Las Vegas Sun

April 25, 2024

Harry Reid threatens to push plunger on ‘nuclear option’

Harry Reid

Harry Reid

Senate Republican leader Mitch McConnell of Kentucky.

Senate Republican leader Mitch McConnell of Kentucky.

Tick, tick, tick. Wait for the boom.

Sen. Majority Leader Harry Reid warned the Senate this morning that he was all but ready to employ the so-called “nuclear option” and have the Senate vote, by simple majority, to end the procedural filibuster — at least for presidential nominations.

“I’m not going to wait another month, another few weeks, another year for Congress to take action on the things we have been doing for 240 years,” Reid said on the Senate floor Thursday morning. “I refuse to unilaterally surrender my right to respond to this breach of faith.”

Reid accuses Senate Minority Leader Mitch McConnell of breaking a deal they made at the beginning of the year to work together to streamline President Barack Obama’s nominees “in a timely manner, by unanimous consent, except in extraordinary circumstances.”

In exchange, Reid promised not to upend the procedural filibuster, which requires the majority to collect 60 votes in favor of a bill or nominee whenever a member of the minority raises and objection.

“Those were his words, those were his commitments, those were his promises. By any objective standards, they have been broken,” Reid said.

Since then, Reid pointed out, Republicans have tried to block the nominations of former Sen. Chuck Hagel to lead the Department of Defense, Tom Perez to lead the Department of Labor, Gina McCarthy to lead the Environmental Protection Agency, Donald Berwick to lead the Centers for Medicare and Medicaid Services, Richard Cordray to lead the Consumer Financial Protection Bureau and three recess-appointed nominees to the National Labor Relations Board.

“It is a disturbing trend when Republicans are willing to block executive branch nominees, even if they have no objection about the qualification of the nominee,” Reid said. “They’re blocking qualified nominees to circumvent the legislative process...They’re blocking qualified nominees because they refuse to accept the law of the land.”

Reid did not go so far as to detonate the so-called nuclear option and call for a vote to undo the filibuster then and there Thursday morning. But he hinted that this would be the topic du jour at a meeting of Senate Democrats on Thursday afternoon and that Republicans should brace for the impact.

If he goes ahead with it, Republicans are guaranteed to cry foul, because they say it’s Reid who will be breaking faith, not them.

“We got to this point on the basis of an absolute fairy tale,” McConnell said angrily in response to Reid’s speech Thursday morning. “If this isn’t a power grab, I don’t know what a power grab looks like.”

McConnell said he never uttered the words Reid presented as a promise McConnell made in early 2013.

Reid later allowed that they were his own words, but noted that McConnell had said, “I agree” when he spoke them.
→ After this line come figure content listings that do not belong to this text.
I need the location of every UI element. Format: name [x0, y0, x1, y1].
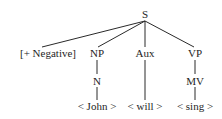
- edge-s-negative: [42, 21, 145, 47]
- node-vp: VP: [188, 48, 202, 59]
- leaf-will: < will >: [127, 101, 162, 112]
- node-negative: [+ Negative]: [20, 48, 76, 59]
- syntax-tree-diagram: S [+ Negative] NP Aux VP N MV < John > <…: [0, 0, 222, 119]
- edge-s-np: [98, 21, 145, 47]
- leaf-sing: < sing >: [177, 101, 213, 112]
- node-mv: MV: [186, 76, 204, 87]
- node-np: NP: [90, 48, 104, 59]
- node-n: N: [93, 76, 101, 87]
- node-aux: Aux: [136, 48, 155, 59]
- leaf-john: < John >: [78, 101, 117, 112]
- edge-s-vp: [145, 21, 194, 47]
- node-s: S: [142, 9, 148, 20]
McConnell said Republicans have done their part confirming judicial nominations at a fair pace and rejected the idea that Republicans were unduly delaying Obama’s cabinet nominees.

“What [Reid]’s really saying here is he doesn’t want any debate at all in connection with presidential appointments,” McConnell said. “Just sit down, shut up and rubber stamp everything.”

McConnell also questioned the motivation for the potential rules change, arguing that Democrats were simply motivated by trying to rush through the three National Labor Relations Board recess appointments made when Congress wasn’t necessarily in full recess. The Supreme Court will rule on the constitutionality of those appointments next year.

“This isn’t really a fight over nominees at all. It’s a fight over these illegal, unconstitutionally nominated nominees,” McConnell said. “It’s just laughable to think that Democrats would ever agree to such a thing if we were talking about a Republican president’s unlawful nominees.”

McConnell also charged that if Reid undoes the procedural filibuster for nominees, it would only lead to a further dismantling of the rules of the Senate down the line.

“This Pandora’s box, once open, will be utilized again and again by future majorities,” McConnell said. “No majority leader wants written on his tombstone that he presided over the end of the Senate. Well, if this majority leader caves to the fringes and lets this happen, I’m afraid that’s exactly what they’ll write.”

But Reid is sticking to his guns — and the principle that filibustering nominees is wrong.

“The Constitution gives the president, whoever that president might be, the right, the power to choose his team. He grants the Senate the right to advise and consent on those choices...But consistent objection by the Republican senators have turned advise and consent into deny and obstruct,” Reid said. “Nominees should be subject to simple up or down votes.”